When we first met, on a night out 1998, we realised we shared a sideways way of looking at the world. We both gravitated towards one-a-kind things and places. We noticed that it was the quirks in life that kept us wide eyed and beaming.
Years later in 2003, we connected again but this time in Manhattan. Playfully excited, we explored New York with awe and gusto,
weaving through traffic on our push bikes. The collectors of local secrets. Towards the end of that month, closer to dawn than dusk, sitting on the ledge of a third storey Greenwich Village apartment, legs dangling, speech slurred, voices louder than they needed to be…. We declared that we could live a rich and splendid life together if we stayed “devoted to our inquisitive-ness”. It was there and then that the seeds for our life together, and Dufflebird, were planted. We felt a commitment to feeling alive in daily life, to staying curious and to always keep looking for the secret door.
A year later, engaged and based in Melbourne, we happened across an unusual ‘Cabin on 5 Acres’ in Walkerville: A true country hideaway. There was something about the place that words just couldn’t describe. It was something beyond the unusual design. Something other than the love and passion for details, that had gone into building it. Something more than having not a single neighbour in sight for as far as the eye could see. This was a heightened feeling we both knew.
Enchanted, we ignored our rational logic, our spreadsheets’ and everyone else's opinion. And the fact that it had been on the market for quite a long time! We put in an offer. It was in the slip-stream of our honeymoon (2005) that the pivotal news landed. We were officially the new owners of the ‘Cabin on 5 Acres’. It was ours. We were overseas, the only guests of a family in the jungle of Costa Rica, in a thousand acres of roadless National Park. The only access was by boat.
Excited with trepidation about the beautiful folly we had bought and the.. mortgage we now needed to cover, we asked our fatherly jungle hosts opinion.
“If this place is an inspiration to you, why wouldn't it be a great place to share? I love living in this forest, but what gives me the most joy is sharing it with like minded people, just like you. Work out a way to attract people who will be inspired by your place
and treasure it. If it is off beat and rustic, like here, then it's not going to appeal to everyone, that is fine. Be playful with the imperfections, the nuances, the quirks. That is the gold that ignites curiosity. When we are curious, time flows, hearts slow. Those are the times we all treasure most, and remember best”. With that, we raised our glasses in a three-way chink.
That moment in the jungle inspired us. A business where we could help people get curious and activate the
energising emotions of travel, a couple of hours from home, without flying to New York, or boating to a national park in Central America. A mid-life career change wasn't something we were looking for, but something that found us on a whim and a folly.
The ‘Cabin on 5 Acres’ morphed into what we share today, as Liptrap Loft. It won a few awards and a lot of hearts along the way.
Some friends saw what we were about, were drawn to our approach and asked us to manage their place nearby. Then another friend. We found a way to bring visitors to unusual places - for a few days of retreat, connection and discovery.
Suddenly, Dufflebird was on its way.
Now, when we get to any of our places, the first thing we do is to read the guestbook, curious to hear guest stories. They are invariably more passionate than the reviews left online. Often the creativity and effort that goes into it is astounding and heart-warming - reading the guest book makes us feel like we have struck a harmonious chord, if just for a few moments. We can feel some guests sharing the same sideways look at the world that we have, giving us a salute or three way chink.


• **WORK TASK**
Among the records that follow, find each line holding the word "type" and copy it.

• **Stored items from a collection**
++++++++++
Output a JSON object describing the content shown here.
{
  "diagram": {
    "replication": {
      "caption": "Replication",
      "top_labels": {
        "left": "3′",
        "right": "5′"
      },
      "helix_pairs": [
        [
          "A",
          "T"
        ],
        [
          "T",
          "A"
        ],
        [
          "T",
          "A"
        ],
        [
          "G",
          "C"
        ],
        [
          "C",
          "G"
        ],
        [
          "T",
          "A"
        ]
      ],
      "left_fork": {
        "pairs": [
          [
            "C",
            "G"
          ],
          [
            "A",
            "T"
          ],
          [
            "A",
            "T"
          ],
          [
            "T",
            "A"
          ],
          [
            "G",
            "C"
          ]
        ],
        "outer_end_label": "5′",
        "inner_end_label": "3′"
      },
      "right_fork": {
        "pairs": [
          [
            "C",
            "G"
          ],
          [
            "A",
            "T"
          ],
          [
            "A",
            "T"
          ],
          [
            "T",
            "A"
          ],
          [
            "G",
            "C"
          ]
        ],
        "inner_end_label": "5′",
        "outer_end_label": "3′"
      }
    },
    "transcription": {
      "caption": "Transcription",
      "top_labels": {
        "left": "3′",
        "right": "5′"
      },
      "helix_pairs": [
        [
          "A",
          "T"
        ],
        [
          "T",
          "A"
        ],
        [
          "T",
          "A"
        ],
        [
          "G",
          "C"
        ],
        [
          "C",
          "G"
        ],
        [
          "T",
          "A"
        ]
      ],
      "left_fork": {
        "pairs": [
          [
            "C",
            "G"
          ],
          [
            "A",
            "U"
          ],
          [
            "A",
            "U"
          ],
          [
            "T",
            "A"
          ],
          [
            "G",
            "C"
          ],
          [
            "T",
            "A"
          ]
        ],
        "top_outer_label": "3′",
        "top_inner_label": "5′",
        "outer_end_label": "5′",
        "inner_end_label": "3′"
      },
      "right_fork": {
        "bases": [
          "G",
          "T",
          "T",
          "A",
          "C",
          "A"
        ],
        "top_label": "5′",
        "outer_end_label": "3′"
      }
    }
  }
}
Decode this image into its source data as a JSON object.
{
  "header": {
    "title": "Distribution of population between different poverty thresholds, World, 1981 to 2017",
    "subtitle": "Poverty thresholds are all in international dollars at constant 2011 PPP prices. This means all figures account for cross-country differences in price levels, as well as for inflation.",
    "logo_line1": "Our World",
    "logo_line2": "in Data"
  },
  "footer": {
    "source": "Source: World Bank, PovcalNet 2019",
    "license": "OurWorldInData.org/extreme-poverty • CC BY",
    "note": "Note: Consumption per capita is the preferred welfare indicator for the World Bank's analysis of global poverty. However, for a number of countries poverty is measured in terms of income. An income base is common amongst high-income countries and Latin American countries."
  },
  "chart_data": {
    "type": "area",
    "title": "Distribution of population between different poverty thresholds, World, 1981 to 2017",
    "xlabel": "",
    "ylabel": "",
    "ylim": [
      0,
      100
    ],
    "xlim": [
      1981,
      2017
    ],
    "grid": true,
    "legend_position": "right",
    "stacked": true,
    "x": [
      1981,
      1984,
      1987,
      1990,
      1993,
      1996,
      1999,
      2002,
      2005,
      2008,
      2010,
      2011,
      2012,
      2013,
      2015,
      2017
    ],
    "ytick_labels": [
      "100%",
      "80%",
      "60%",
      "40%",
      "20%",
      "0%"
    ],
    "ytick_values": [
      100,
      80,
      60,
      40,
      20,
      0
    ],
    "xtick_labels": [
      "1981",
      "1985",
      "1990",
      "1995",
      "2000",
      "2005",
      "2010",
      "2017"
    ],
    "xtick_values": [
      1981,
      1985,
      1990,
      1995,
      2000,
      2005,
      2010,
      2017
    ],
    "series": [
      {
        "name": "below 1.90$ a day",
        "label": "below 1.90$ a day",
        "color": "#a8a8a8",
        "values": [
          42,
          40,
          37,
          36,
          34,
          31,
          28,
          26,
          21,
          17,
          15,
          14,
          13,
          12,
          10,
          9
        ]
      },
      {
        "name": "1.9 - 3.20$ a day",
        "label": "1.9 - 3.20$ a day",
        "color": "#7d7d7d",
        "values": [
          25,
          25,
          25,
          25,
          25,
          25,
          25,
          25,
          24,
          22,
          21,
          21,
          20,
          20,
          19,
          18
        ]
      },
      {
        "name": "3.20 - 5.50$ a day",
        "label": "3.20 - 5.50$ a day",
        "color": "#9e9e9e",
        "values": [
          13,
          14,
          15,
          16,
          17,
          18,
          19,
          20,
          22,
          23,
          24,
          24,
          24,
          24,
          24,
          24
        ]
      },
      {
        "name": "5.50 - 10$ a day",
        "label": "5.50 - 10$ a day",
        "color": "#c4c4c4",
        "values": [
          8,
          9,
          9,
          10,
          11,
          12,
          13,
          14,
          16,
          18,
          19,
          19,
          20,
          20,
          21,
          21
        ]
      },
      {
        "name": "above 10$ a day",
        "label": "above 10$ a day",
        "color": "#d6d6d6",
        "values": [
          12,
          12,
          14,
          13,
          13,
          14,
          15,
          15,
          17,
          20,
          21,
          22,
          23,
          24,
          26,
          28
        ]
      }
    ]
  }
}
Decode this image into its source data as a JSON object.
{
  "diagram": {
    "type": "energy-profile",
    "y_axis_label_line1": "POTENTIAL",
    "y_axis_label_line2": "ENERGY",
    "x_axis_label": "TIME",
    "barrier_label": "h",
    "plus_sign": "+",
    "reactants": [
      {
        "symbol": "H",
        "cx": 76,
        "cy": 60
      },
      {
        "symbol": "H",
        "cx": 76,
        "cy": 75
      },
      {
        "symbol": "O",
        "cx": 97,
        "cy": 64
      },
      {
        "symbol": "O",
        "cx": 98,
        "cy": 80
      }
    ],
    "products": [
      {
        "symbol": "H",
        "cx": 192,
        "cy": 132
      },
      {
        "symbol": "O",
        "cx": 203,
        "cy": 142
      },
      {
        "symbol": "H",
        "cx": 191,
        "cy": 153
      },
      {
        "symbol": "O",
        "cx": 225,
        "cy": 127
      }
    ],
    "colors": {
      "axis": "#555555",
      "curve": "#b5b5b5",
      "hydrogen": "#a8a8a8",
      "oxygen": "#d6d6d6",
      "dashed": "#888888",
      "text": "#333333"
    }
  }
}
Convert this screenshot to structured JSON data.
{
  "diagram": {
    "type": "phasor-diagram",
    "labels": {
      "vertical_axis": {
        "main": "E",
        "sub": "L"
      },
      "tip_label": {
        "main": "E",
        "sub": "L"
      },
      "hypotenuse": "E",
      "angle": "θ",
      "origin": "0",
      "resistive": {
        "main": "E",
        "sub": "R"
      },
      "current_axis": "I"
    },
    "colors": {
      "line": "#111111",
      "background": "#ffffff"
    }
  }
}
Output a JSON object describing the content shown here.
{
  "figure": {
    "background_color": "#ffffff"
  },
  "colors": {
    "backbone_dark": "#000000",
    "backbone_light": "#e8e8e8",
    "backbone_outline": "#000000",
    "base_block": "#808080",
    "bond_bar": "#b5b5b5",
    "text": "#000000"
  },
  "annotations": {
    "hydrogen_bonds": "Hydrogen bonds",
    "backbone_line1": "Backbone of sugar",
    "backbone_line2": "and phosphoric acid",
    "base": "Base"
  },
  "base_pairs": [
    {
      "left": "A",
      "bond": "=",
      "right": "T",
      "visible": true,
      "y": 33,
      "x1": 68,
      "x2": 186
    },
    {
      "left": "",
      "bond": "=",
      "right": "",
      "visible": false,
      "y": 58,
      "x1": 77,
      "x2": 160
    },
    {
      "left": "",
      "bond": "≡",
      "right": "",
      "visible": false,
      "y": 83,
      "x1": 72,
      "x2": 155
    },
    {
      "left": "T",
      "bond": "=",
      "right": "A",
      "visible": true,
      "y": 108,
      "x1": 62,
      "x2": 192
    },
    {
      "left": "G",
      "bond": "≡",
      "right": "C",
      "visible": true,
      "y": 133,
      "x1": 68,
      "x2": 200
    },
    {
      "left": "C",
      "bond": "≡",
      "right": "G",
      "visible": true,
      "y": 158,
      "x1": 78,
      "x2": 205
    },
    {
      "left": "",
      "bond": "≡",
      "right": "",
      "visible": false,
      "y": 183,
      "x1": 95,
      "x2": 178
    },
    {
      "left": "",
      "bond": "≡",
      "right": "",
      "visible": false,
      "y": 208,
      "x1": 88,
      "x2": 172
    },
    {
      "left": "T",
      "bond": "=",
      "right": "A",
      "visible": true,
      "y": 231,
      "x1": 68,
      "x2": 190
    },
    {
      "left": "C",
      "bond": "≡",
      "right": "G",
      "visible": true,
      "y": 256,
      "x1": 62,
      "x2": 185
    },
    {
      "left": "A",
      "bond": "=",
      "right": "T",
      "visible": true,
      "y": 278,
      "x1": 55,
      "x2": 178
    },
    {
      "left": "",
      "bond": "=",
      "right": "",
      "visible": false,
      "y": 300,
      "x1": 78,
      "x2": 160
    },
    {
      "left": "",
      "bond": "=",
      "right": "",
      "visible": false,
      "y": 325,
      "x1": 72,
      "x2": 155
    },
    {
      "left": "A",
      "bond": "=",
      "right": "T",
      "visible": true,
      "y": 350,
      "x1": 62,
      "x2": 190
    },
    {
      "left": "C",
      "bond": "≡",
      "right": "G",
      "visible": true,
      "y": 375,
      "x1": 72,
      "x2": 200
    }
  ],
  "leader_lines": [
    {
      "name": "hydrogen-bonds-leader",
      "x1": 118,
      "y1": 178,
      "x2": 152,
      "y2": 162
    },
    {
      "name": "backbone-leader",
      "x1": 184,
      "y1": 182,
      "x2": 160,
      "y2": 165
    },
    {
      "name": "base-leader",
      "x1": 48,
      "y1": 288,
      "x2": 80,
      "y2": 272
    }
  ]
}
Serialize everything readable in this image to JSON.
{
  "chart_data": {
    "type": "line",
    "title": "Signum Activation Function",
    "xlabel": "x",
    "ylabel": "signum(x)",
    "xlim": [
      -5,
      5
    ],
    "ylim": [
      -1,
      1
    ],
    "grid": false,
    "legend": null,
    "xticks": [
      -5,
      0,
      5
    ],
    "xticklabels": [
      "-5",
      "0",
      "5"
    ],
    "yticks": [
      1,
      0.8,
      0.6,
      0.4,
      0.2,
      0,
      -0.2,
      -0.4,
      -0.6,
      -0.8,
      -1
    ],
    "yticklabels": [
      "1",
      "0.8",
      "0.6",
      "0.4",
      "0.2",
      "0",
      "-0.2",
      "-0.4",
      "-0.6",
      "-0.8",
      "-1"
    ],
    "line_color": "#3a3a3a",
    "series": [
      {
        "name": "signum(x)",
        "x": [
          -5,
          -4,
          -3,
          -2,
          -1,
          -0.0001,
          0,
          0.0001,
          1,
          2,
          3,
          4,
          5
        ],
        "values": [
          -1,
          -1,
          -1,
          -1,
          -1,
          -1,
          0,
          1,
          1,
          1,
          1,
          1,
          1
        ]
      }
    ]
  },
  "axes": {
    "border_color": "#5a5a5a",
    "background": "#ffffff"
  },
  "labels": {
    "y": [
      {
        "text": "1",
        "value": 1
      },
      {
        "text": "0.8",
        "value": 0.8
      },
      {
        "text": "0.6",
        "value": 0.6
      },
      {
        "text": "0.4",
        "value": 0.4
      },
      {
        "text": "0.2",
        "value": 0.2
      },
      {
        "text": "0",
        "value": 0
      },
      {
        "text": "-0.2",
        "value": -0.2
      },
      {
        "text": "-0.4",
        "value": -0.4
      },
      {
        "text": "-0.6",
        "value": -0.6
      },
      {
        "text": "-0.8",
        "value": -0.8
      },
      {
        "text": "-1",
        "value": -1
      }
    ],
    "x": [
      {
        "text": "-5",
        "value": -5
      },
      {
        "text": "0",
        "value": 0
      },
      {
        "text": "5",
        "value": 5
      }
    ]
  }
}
++++++++++
• **EXERCISE OUTPUT**
    "type": "area",
    "type": "energy-profile",
    "type": "phasor-diagram",
    "type": "line",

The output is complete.